We have to remember that nature is the greatest teacher even as we learn to use digital platforms more creatively. We intentionally design learning experiences where the natural world can be both classroom and teacher. Land-based learning not only grounds our practice in place; it offers a direct experiential window into the complex relational systems we seek to engage. At the same time, emerging technologies – from systems mapping software to the potential for AI and quantum computing to offer predictive insight in complex fields – along with the rapid convergence of the human and digital worlds, are part of the landscape that systems leaders must navigate.

 

4. Effective systems learning is radically holistic.

 

It is a mutual journey that necessarily blurs the distinction between ‘learners’, ‘practitioners’, ‘communities’ and ‘educators’ - and invariably requires elements of unlearning from all. It integrates multiple modes of learning to catalyze multiple ways of knowing. And it recognizes that healing is often a vital element of element of learning. It engages the imagination, heart, body and soul just as much as the cognitive mind. As such, our pedagogy evokes all four sensibilities and incorporates elements like somatic coaching, contemplative disciplines, expressive arts, consciousness-shifting practices, deep imagery and nature-based learning with more familiar leadership and system change pedagogy.

The Many Ways We Know.

Neuroscience and Indigenous tradition alike remind us that we have multiple ways of knowing - streams of intelligence that have been described as sensing, imagining, feeling and thinking. Yet, hyper-rationalism is invariably privileged in most contexts, maiming our capacity to take in the fullness of a complex story. Opening to and refining underdeveloped sensibilities as a form of intelligence is a critical task for most systems leaders and a focus in our learning outcomes.

Skillful Action.

A leader’s capacity to influence a field arises from a distinct constellation of behavioural competencies, attitudes, ways of knowing, body-mind state regulation, mindsets and sensibilities which – when expressed in action - we call metaskills.
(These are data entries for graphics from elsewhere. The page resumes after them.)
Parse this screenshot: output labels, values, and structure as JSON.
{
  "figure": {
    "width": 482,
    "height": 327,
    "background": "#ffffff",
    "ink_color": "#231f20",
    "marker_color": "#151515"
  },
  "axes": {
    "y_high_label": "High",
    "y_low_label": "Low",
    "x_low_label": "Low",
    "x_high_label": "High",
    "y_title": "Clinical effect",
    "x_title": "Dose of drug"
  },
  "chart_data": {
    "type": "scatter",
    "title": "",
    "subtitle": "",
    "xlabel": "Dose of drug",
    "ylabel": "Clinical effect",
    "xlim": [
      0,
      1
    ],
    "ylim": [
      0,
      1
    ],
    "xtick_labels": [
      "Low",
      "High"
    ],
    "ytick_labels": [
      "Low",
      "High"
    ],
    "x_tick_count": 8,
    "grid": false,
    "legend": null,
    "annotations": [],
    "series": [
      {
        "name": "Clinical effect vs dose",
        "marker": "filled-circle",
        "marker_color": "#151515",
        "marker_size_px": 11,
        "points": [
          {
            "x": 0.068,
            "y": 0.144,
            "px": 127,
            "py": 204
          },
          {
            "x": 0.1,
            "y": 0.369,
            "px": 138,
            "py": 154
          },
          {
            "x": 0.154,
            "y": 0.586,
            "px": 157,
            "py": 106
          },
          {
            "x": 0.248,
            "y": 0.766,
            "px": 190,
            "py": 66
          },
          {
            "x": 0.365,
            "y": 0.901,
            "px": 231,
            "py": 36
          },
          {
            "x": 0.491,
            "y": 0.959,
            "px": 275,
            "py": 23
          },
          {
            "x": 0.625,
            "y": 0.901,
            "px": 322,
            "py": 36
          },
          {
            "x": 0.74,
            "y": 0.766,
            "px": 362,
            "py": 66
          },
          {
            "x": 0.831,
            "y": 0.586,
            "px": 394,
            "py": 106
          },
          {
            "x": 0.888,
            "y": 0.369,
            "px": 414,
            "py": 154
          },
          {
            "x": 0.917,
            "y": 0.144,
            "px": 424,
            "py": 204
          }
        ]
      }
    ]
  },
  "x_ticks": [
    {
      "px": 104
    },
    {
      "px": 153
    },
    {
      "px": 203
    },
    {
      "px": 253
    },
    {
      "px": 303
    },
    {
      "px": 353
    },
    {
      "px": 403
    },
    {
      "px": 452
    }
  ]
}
Wolf Willow programs are explicitly intended to cultivate nine distinct metaskills exhibited by transformative systems leaders:

 
 

Trust

The capacity to tolerate uncertainty, to remain open and centered with access to our deepest creative intelligence in the midst of chaos, personal turmoil, conflict and ambiguity.

Open-Heartedness

Our capacity to access and respond from a place of compassion, humility, vulnerability, non-judgment, kindness and acceptance. Open-heartedness is love in motion.

Commitment

The tenacity and resolve to keep moving toward desired futures. Commitment to a bigger story allows us to make the difficult decisions and sacrifices change invariably demands.

 

Audacity

Our capacity to take bold action and to seize opportunities. Audacity allows us to risk impact, to engage conflict generatively and to step into places otherwise claimed by our fears.

Curiosity

A quality of openness, freedom and comfort in not-knowing. It fuels the journey of learning, adaptation, sense-making and pattern-tracking at the heart of all change processes.

Dissent

A capacity for mature non-conformism that asks destabilizing questions, fuels innovation, unlocks free thought, invites creative expression and liberates us from shallow consensus.

 

Fluidity

The capacity to follow nature, to release outworn forms, to experiment, to improvise creatively in the present and to access and work from optimal or flow states of consciousness.

Perspective

The capacity to see many sides of a story at once - to hold our certainties lightly, to engage with empathy, to embrace paradox and to expand our habitual ways of knowing.

Reflexivity

The capacity for self-awareness in action - to understand our internal states, mindsets and patterning and to consciously choose more skillful responses and effective actions.